▶ **Measurement reading data**:
== == ==

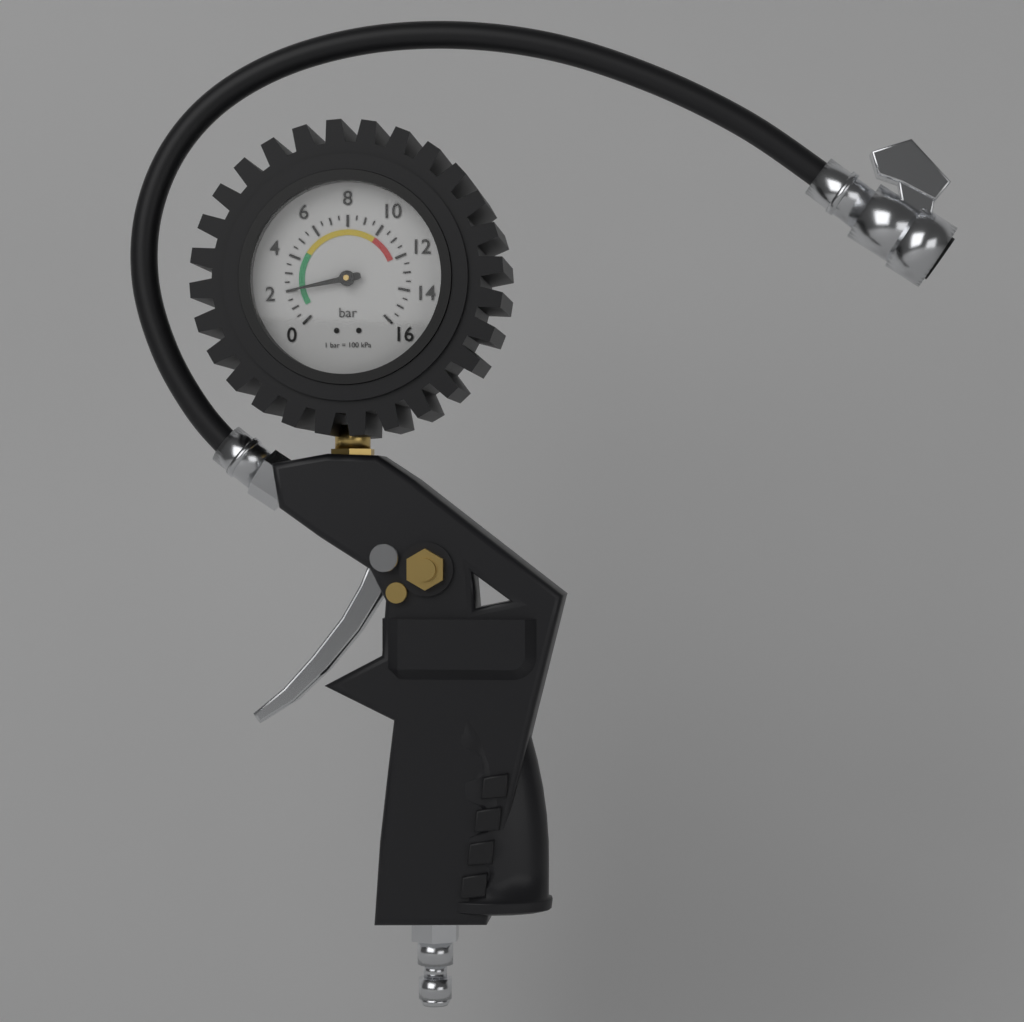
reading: 2.0 bar
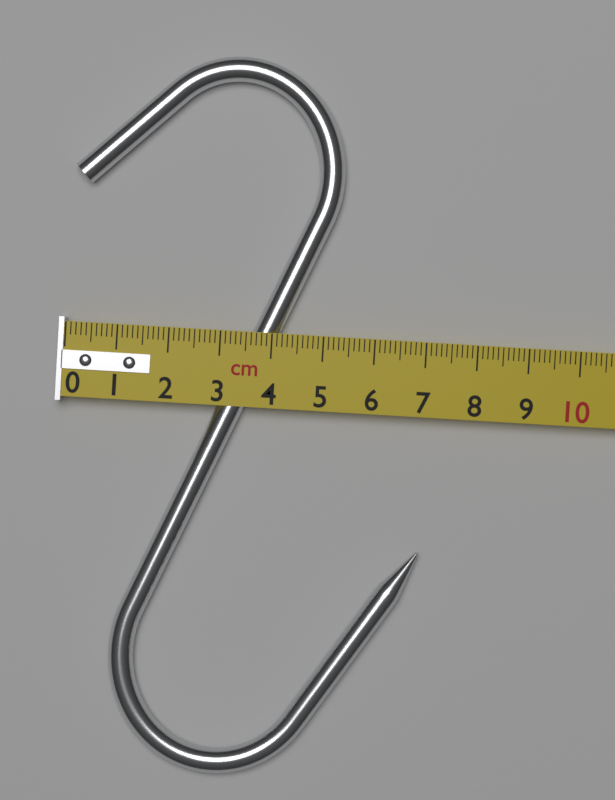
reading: 7.1 cm
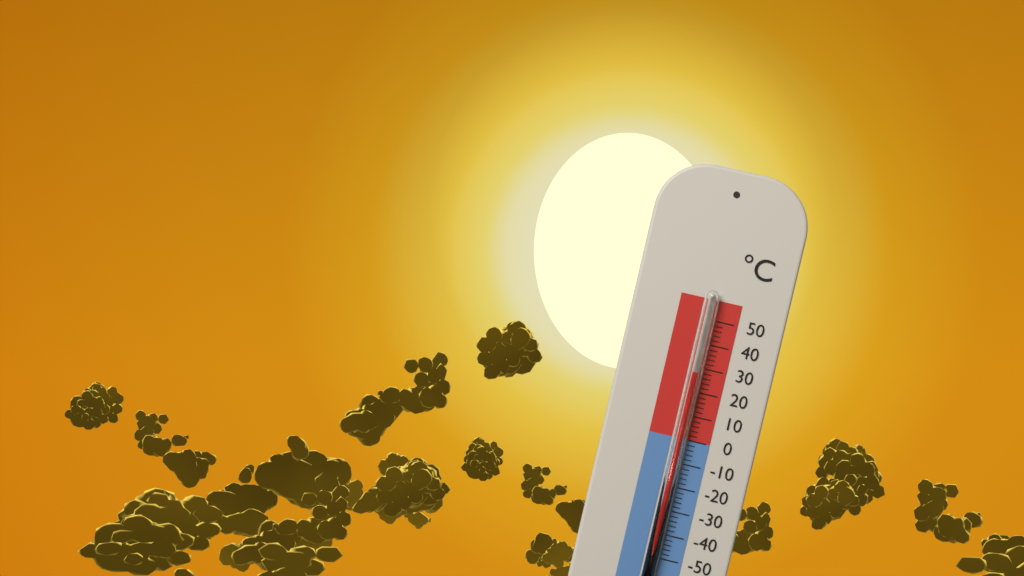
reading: 28 °C
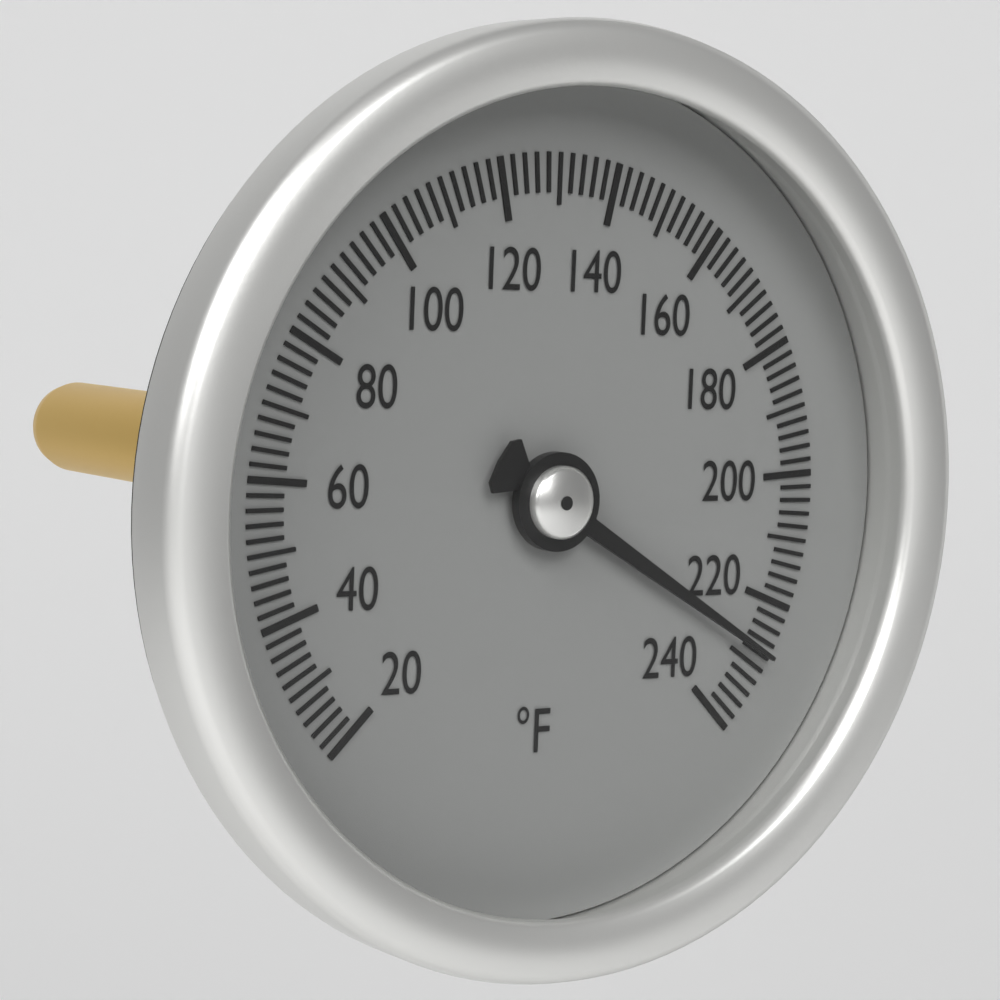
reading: 228 °F
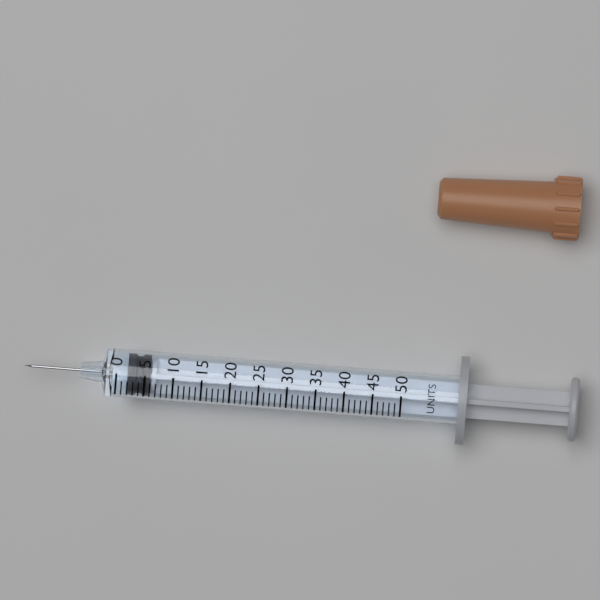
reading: 2 units
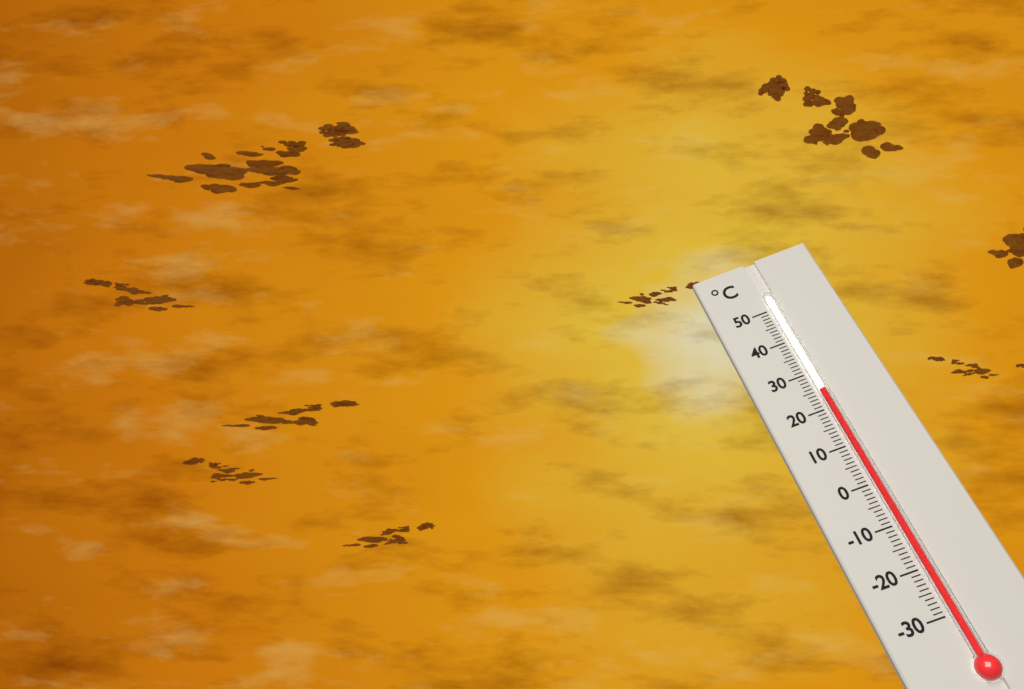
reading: 25 °C
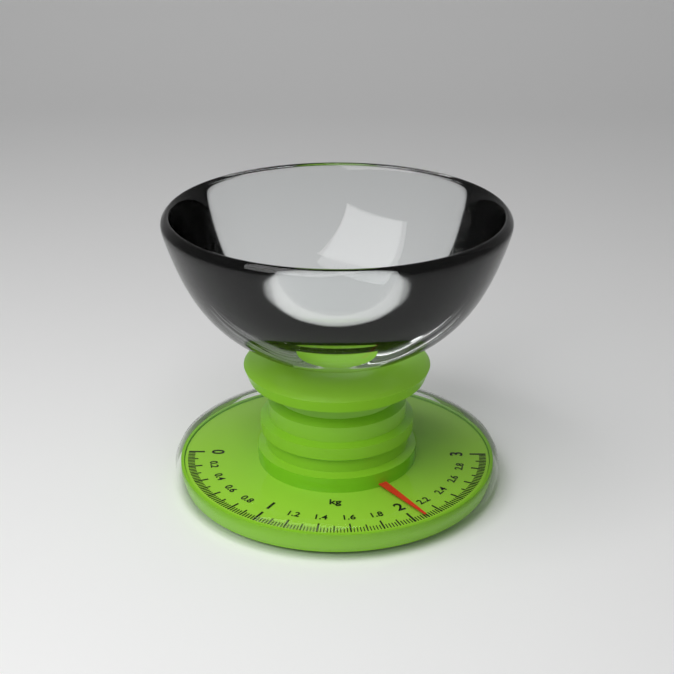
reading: 2.08 kg
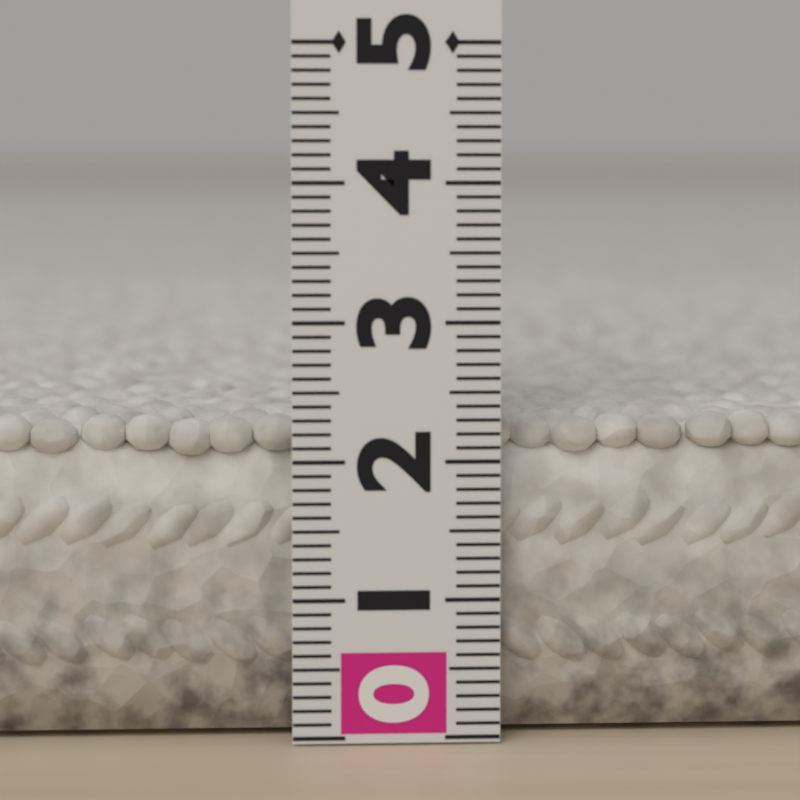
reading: 2.3 (no unit)
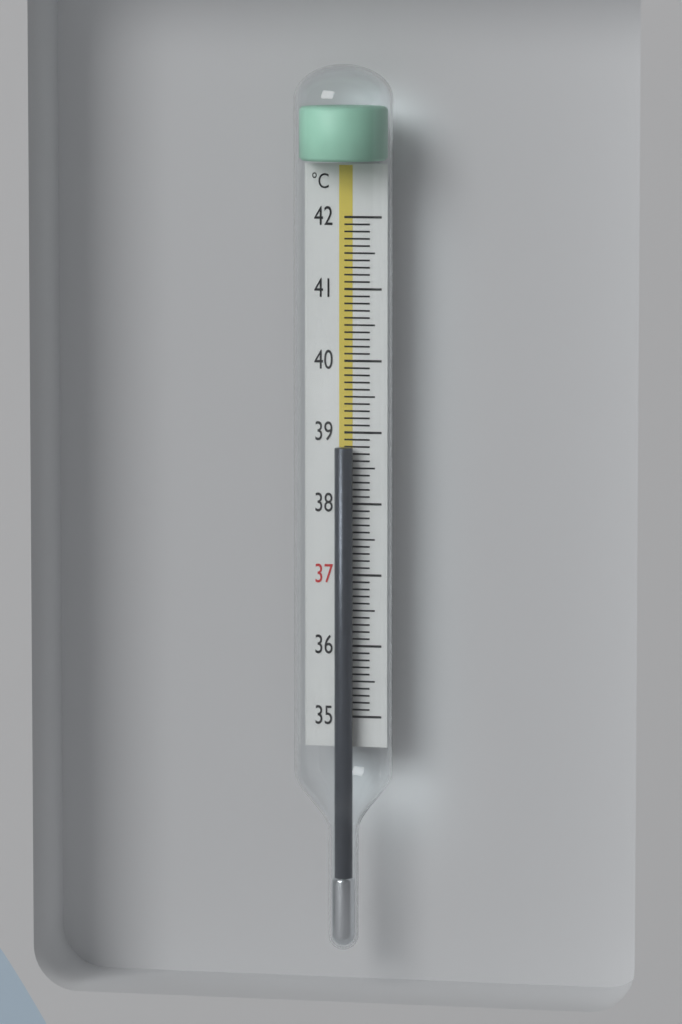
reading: 38.8 °C
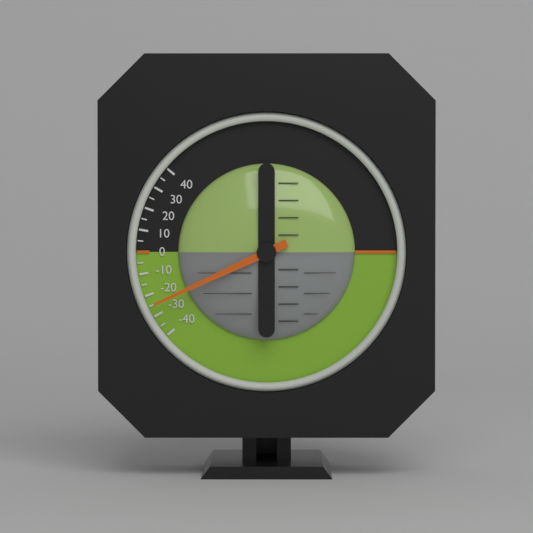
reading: -25 (no unit)
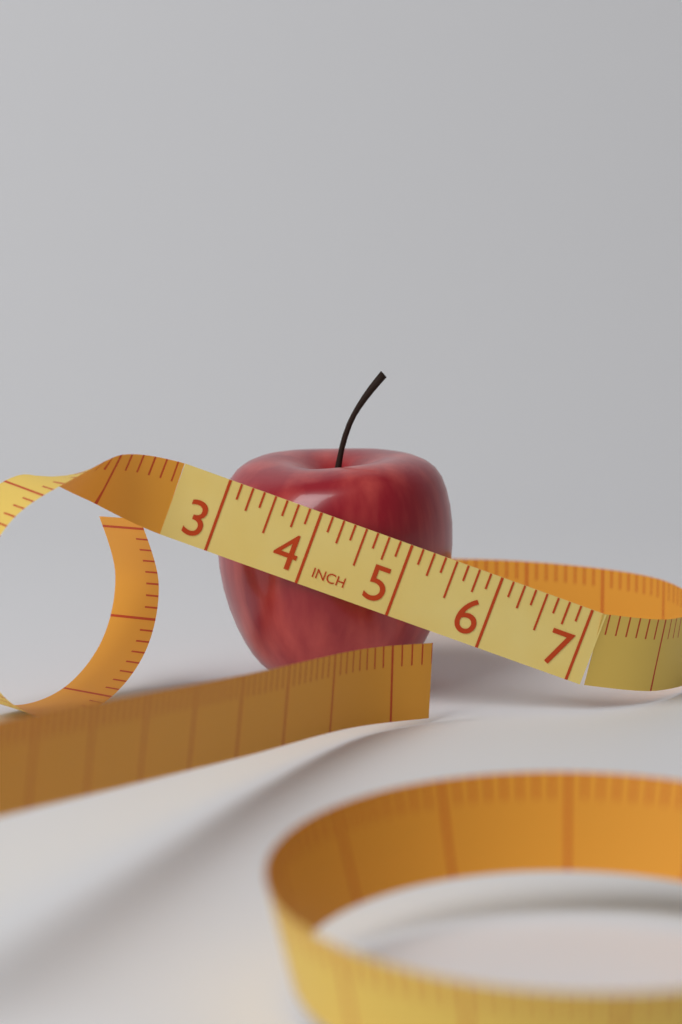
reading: 5.625 in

== == ==

The lines to restate word for word run from the line that contains "reading: 28 °C" through the end of the entries above, both ends included. Leave out all pictures and write nothing else.

▶ **RESULT**:
reading: 28 °C
reading: 228 °F
reading: 2 units
reading: 25 °C
reading: 2.08 kg
reading: 2.3 (no unit)
reading: 38.8 °C
reading: -25 (no unit)
reading: 5.625 in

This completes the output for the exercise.